Ann Arbor Symphony opens season in Hill Auditorium with powerful Beethoven program
“Do you sense the Creator, world?” Schiller asks in his “Ode to Joy,” the text Beethoven set in the finale of his late, and still great Ninth Symphony.
That “spark divine” made itself felt many times Saturday evening as the Ann Arbor Symphony Orchestra, under the baton of its music director Arie Lipsky, opened its 2012-2013 season with an all-Beethoven performance featuring the Ninth.
Hill Auditorium was packed—who doesn’t want to hear the Ninth or its message of brotherly love?—and overall the orchestra’s fans were surely not disappointed by what they heard either in this remarkable work or in the two “warm up” Beethoven works that preceded it: the cheery Twelve Contradances or the dramatic concert aria for soprano and orchestra “Ah! Perfido.” It was an evening that grew and grew, with fine performances from all the sections.
The contradances, played by a small-is-beautiful force from the orchestra, made for a charming opener, with the barnstorming Beethoven hiding discreetly in the wings. The longest of these dances is still just a tiny bite—that’s part of the charm. Hearing them is like eating M & M’s: they’re crunchy outside, smooth inside, swallowed almost before you’ve popped them into your mouth. The performance was high on color and clarity and balance (Aaron Berofsky, the concert master, was particularly fine in his voicing), and the playing was equal parts taut and sly.

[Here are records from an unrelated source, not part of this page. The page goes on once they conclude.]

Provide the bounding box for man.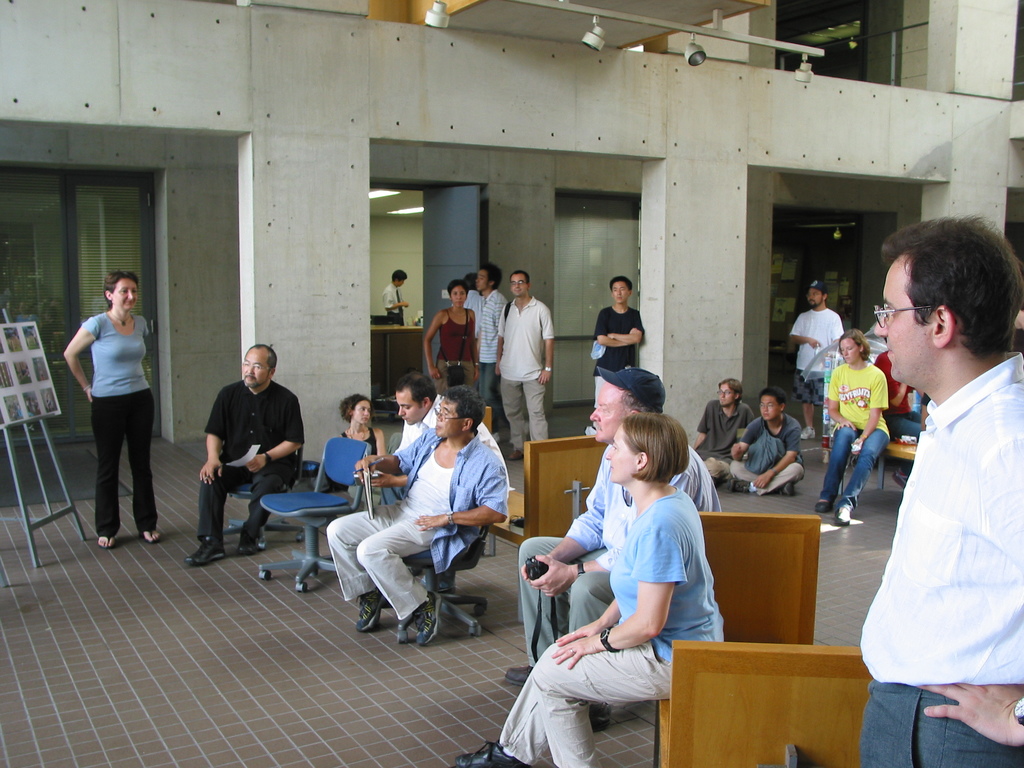
box(505, 365, 722, 735).
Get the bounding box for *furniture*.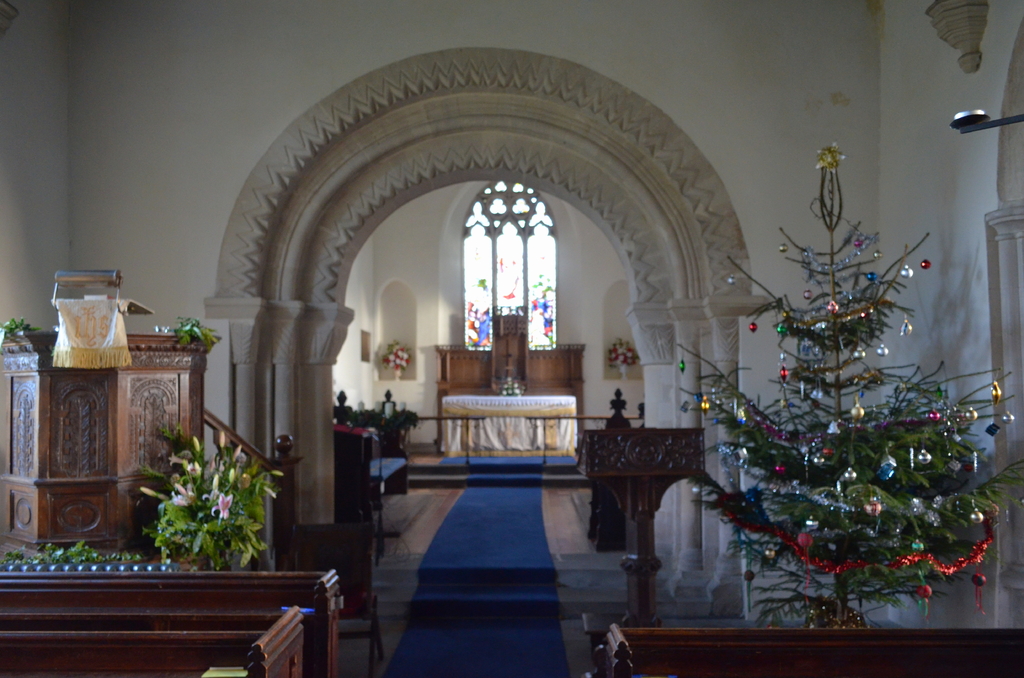
(x1=442, y1=394, x2=578, y2=452).
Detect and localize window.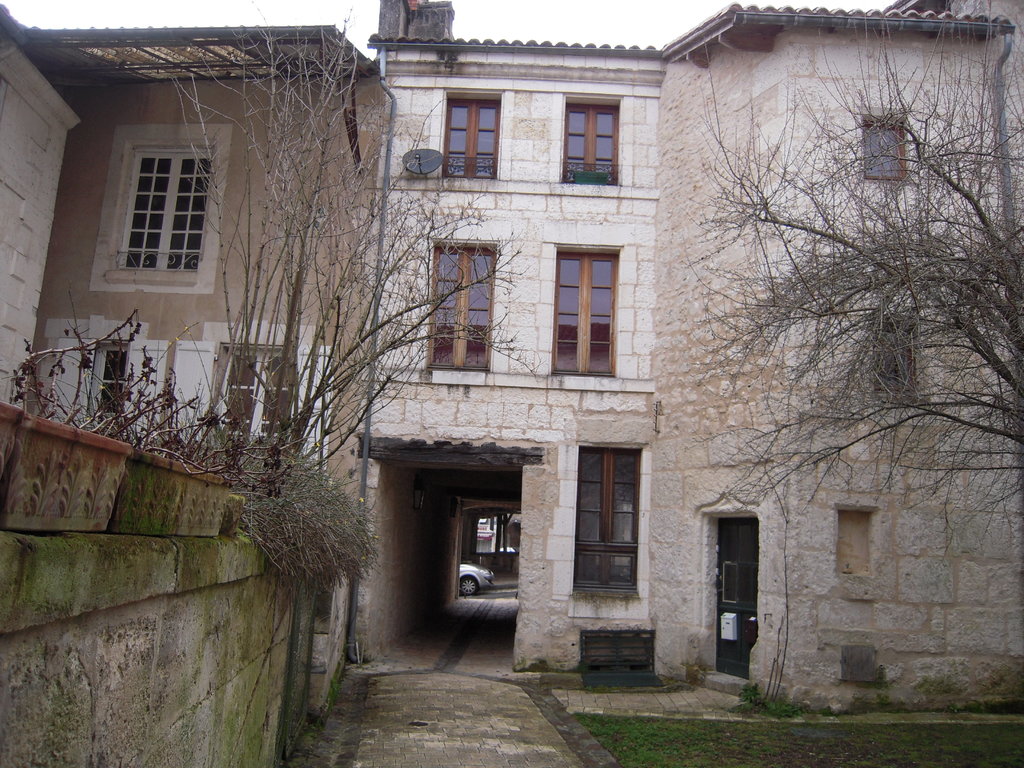
Localized at (223, 349, 292, 452).
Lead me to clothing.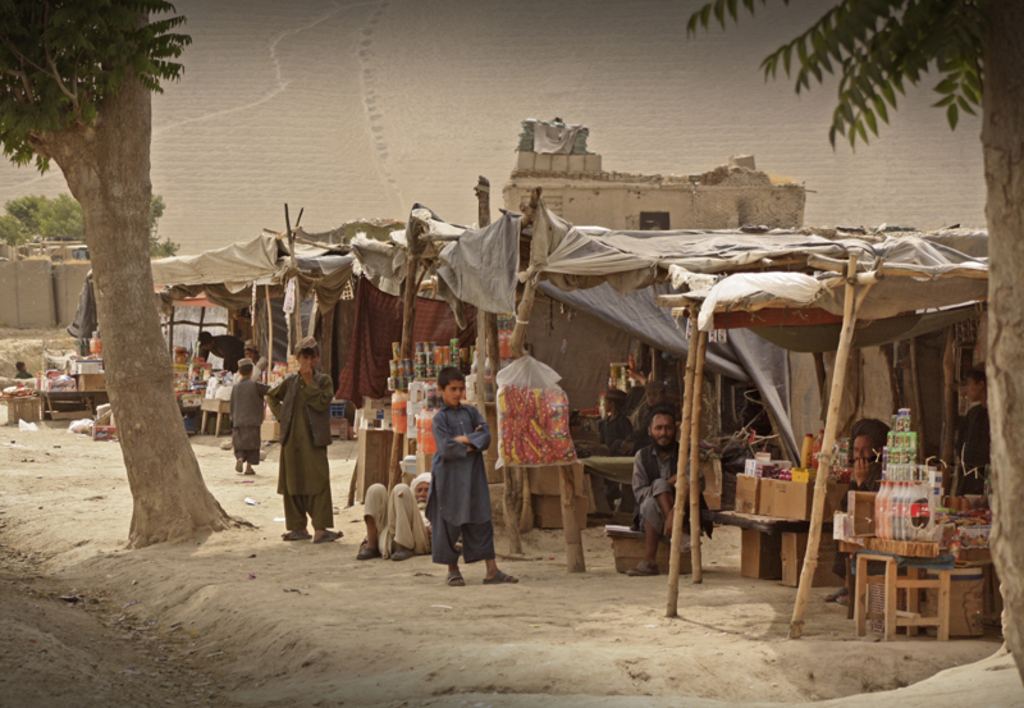
Lead to <region>238, 358, 253, 369</region>.
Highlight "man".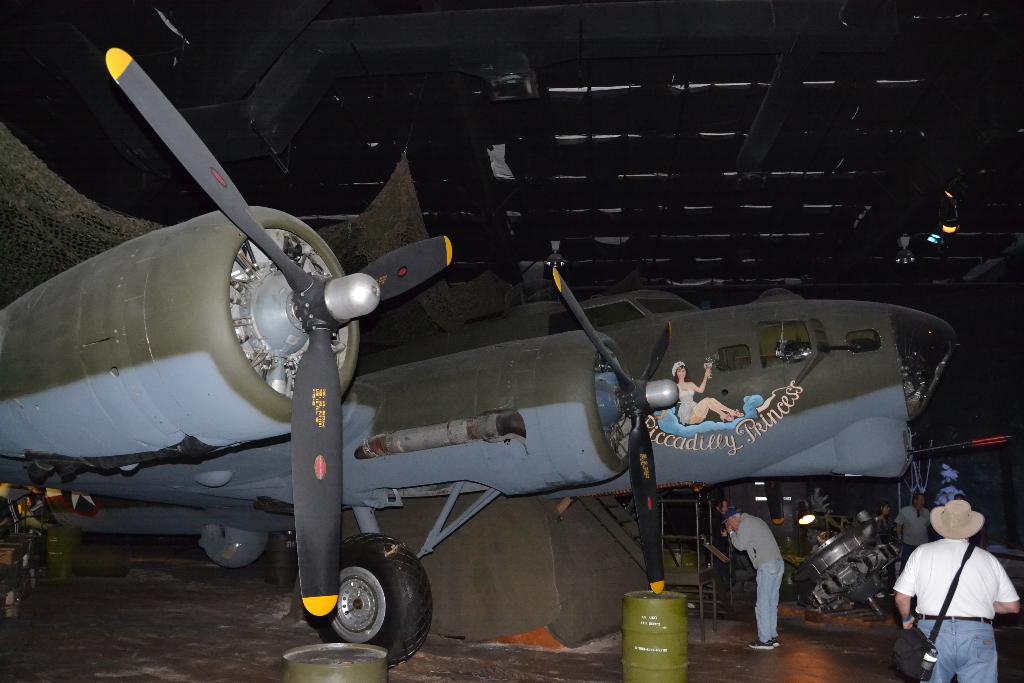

In the daunting “Ah! Perfido,” internationally acclaimed soprano Laura Aikin, appearing for the first time with the A2SO, made a dazzling impression. The aria, portraying the torments of a woman scorned, is a thing of many moods, and Aikin conveyed them sensitively and strongly with nuanced and beautifully produced singing. Her concentration was fierce as well: though many in the audience were riveted by how the shoulder of her gorgeous beetle-green gown had slipped down along her arm, threatening a major wardrobe malfunction, Aikin continued as if nothing were wrong. And, in the end, it wasn’t, though it did contribute some extra-musical tension to the performance.
Sustained musical tension, a tension of chaos breeding order, is very much at the heart of the opening of the Ninth Symphony. From its opening bars, the work seems about nothing so much as formation, coalescing. It is about becoming rather than being. The A2SO brought that out beautifully in its reading Saturday; you could hear it in the hollow swirl of the sound in the opening bars, a conjuring of creation.
And yet, neither the first movement, nor the scherzo that follows, were its strongest moments. Through much of the first movement the orchestra seemed to be searching for its sound and looking for line; there was little musical direction. And in the scherzo, despite excellent articulation, the playing seemed quite earthbound.
Then the “divine spark” was lit. In the Adagio, Beethoven seems finally to have found the coming together the first two movements point toward. The orchestra sang its refrain with a sort of hushed heavenly respiration, underpinned by the heartbeat of basses and cellos.
And the finale was similarly inspired. The bass and cello recitative had exquisite speechlike pacing. The soloists—soprano Aikin, joined by alto Melody Racine, tenor Timothy Culver and bass Stephen West—were superb. And the chorus, combining singers from the Carillon Women’s Chorale, the Livingston County Chorale, the Livingston County Women’s Chorus and Measure for Measure—were mighty and moving. Their German diction could have been better, but that was a minor quibble.
Maybe we always need Beethoven’s Ninth Symphony. It’s an amazing thing to encounter it and to be shown, all over again, its genius. And even in untrying times, which these are decidedly not, the uplift of its choral finale and its message of brotherly love, are potent. When a performance ignites, as this one did, it’s simply revivifying to be there.